By Melissa J. Anderson (New York City)
Erin Callan, Zoe Cruz, Carly Fiorina, Patrica Russo: these are the names of women who have been put forth as victims of the notorious glass cliff in the recent past.
The glass cliff, it has been theorized, is when women take on the mantle of leadership during a time of crisis. The position is highly visible and comes with a lot of potential power – but the risk of failure is high; so high in fact, that the board or management committee decides it’s time to try something completely new and different to try and get it right: put a woman in charge.
Often the person peering over this glass precipice is charged with an impossible task, lacks the resources or training to overcome the challenge, or is simply scapegoated for circumstances beyond their control. That’s why it’s called a glass cliff – it’s a gender-based assignment at a very high level, for which failure is eminent.

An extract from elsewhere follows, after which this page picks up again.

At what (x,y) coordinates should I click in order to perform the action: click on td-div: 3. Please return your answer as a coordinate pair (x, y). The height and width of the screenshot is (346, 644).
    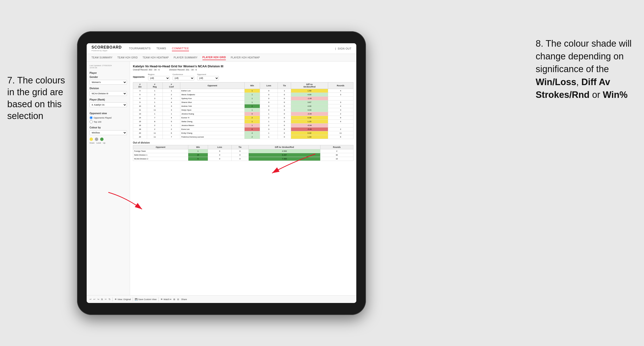
    Looking at the image, I should click on (140, 91).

Glass cliff skeptics suggest that women in such situation select these roles for themselves – if they fail, it’s their own fault and gender bias has nothing to do with it, they argue. On the other side of the coin, the glass cliff theory runs a dangerous risk of treating women as passive puppets – assuming they had no choice or agency in taking on the task.
A new study in the journal Psychological Science refutes both claims – and examines how women and men judge perilous jobs differently, while at the same time corporate management may have a role to play in the unusually high ratio of women to men in these risky roles.